I grew up in a small town in northern Indiana much like Lake Haven, the fictional town in TALL TALES. In the stories I wrote when I
was younger, I often had my characters live in cities or other parts of the country. But as I got older I began to realize that I
needed to set my novels in places that I knew. And I know all about cornfields and Lake Michigan.

Like most writers, I've been writing since I was really young. I wrote my first short story in fourth grade. My teacher handed out
magazine pages that she'd clipped. She told us to take our page home and make up a story about what we thought was happening in the
picture. I spent a lot of time on this assignment. I loved it. My teacher liked my story so much that she had me read it in front of
the class. I even tried to get the story published in Highlights magazine but it was rejected. My first rejection at age 9!
From that day on, I knew I wanted to be a writer. So I wrote. And wrote. I wrote stories. I wrote in a journal (and I still write in one).
When I got older I wrote for school newspapers and then our town paper. I wrote my first novel when I was 16. It was a very melodramatic
story about a 16-year-old girl named Jamie, and it was 200 pages long. I sent it to several publishers in New York, but they rejected it.
I studied journalism in college, and when I graduated I moved to the East coast and wrote for newspapers and magazines. I wrote articles
about health and fitness and the local zoo and anything else you can imagine. I did the last interview with tennis great Arthur Ashe
before he died. I traveled and met lots of interesting people, but I still wanted to write fiction.
So I got down to writing full time in 1999 and the next year finished a draft of TALL TALES. It went through dozens and dozens of
revisions and rejections before Wendy Lamb (Random House) bought it in 2005. And then I revised it even more! I started NO CREAM
PUFFS in 2003. It also went through dozens of revisions. At one point I struggled so much with it that I wrote an entire draft
without one of the main characters, Huey. But I missed him so much and the writing felt so flat that I went back to the beginning
and rewrote, again, this time inserting Huey much more into the story. Now I can't imagine the novel without him in it.
Every day I wake up at 5:30, make a cup of coffee and start writing in an old closet on the third floor of our house. I've held a
lot of jobs over the years. I started a dog walking business in downtown Chicago. I strung tennis racquets. I worked as a
newspaper reporter. I taught writing at several colleges. Now I have two jobs. I take care of my three kids (I also have a
husband and we live just outside Boston) and I write middle grade fiction. I think these are the two best jobs I've ever had.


▸ **WHAT THIS TASK INVOLVES**:
Please print the data again exactly as given.

▸ **MATERIAL TO PROCESS**:
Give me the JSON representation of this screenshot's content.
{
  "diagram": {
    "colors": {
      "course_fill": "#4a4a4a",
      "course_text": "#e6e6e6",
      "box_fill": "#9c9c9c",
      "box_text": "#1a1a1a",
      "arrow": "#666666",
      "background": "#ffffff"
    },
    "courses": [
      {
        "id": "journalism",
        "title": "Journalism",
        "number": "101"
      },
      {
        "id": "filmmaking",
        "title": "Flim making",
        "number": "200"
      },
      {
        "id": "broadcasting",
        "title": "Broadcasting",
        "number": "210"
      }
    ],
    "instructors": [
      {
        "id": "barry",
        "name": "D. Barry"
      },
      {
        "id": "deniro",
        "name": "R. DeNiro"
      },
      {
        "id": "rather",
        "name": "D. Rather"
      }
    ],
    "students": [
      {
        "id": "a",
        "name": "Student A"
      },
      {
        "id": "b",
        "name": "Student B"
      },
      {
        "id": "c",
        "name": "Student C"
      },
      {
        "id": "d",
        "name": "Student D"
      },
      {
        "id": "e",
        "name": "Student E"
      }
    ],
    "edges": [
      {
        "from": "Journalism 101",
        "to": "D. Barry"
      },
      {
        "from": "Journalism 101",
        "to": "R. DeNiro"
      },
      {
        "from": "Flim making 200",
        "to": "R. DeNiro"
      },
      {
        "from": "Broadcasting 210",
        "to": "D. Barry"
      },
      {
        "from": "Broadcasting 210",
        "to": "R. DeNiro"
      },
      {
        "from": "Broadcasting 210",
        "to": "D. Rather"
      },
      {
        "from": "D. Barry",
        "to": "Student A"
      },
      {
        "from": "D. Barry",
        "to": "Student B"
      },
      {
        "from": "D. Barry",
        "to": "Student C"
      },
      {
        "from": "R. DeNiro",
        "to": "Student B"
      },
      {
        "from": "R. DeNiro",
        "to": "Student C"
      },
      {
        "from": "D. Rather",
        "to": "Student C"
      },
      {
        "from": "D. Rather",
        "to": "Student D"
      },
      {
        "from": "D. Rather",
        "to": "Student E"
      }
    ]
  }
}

▸ **ANSWER FOR THE TASK**:
Give me the JSON representation of this screenshot's content.
{
  "diagram": {
    "colors": {
      "course_fill": "#4a4a4a",
      "course_text": "#e6e6e6",
      "box_fill": "#9c9c9c",
      "box_text": "#1a1a1a",
      "arrow": "#666666",
      "background": "#ffffff"
    },
    "courses": [
      {
        "id": "journalism",
        "title": "Journalism",
        "number": "101"
      },
      {
        "id": "filmmaking",
        "title": "Flim making",
        "number": "200"
      },
      {
        "id": "broadcasting",
        "title": "Broadcasting",
        "number": "210"
      }
    ],
    "instructors": [
      {
        "id": "barry",
        "name": "D. Barry"
      },
      {
        "id": "deniro",
        "name": "R. DeNiro"
      },
      {
        "id": "rather",
        "name": "D. Rather"
      }
    ],
    "students": [
      {
        "id": "a",
        "name": "Student A"
      },
      {
        "id": "b",
        "name": "Student B"
      },
      {
        "id": "c",
        "name": "Student C"
      },
      {
        "id": "d",
        "name": "Student D"
      },
      {
        "id": "e",
        "name": "Student E"
      }
    ],
    "edges": [
      {
        "from": "Journalism 101",
        "to": "D. Barry"
      },
      {
        "from": "Journalism 101",
        "to": "R. DeNiro"
      },
      {
        "from": "Flim making 200",
        "to": "R. DeNiro"
      },
      {
        "from": "Broadcasting 210",
        "to": "D. Barry"
      },
      {
        "from": "Broadcasting 210",
        "to": "R. DeNiro"
      },
      {
        "from": "Broadcasting 210",
        "to": "D. Rather"
      },
      {
        "from": "D. Barry",
        "to": "Student A"
      },
      {
        "from": "D. Barry",
        "to": "Student B"
      },
      {
        "from": "D. Barry",
        "to": "Student C"
      },
      {
        "from": "R. DeNiro",
        "to": "Student B"
      },
      {
        "from": "R. DeNiro",
        "to": "Student C"
      },
      {
        "from": "D. Rather",
        "to": "Student C"
      },
      {
        "from": "D. Rather",
        "to": "Student D"
      },
      {
        "from": "D. Rather",
        "to": "Student E"
      }
    ]
  }
}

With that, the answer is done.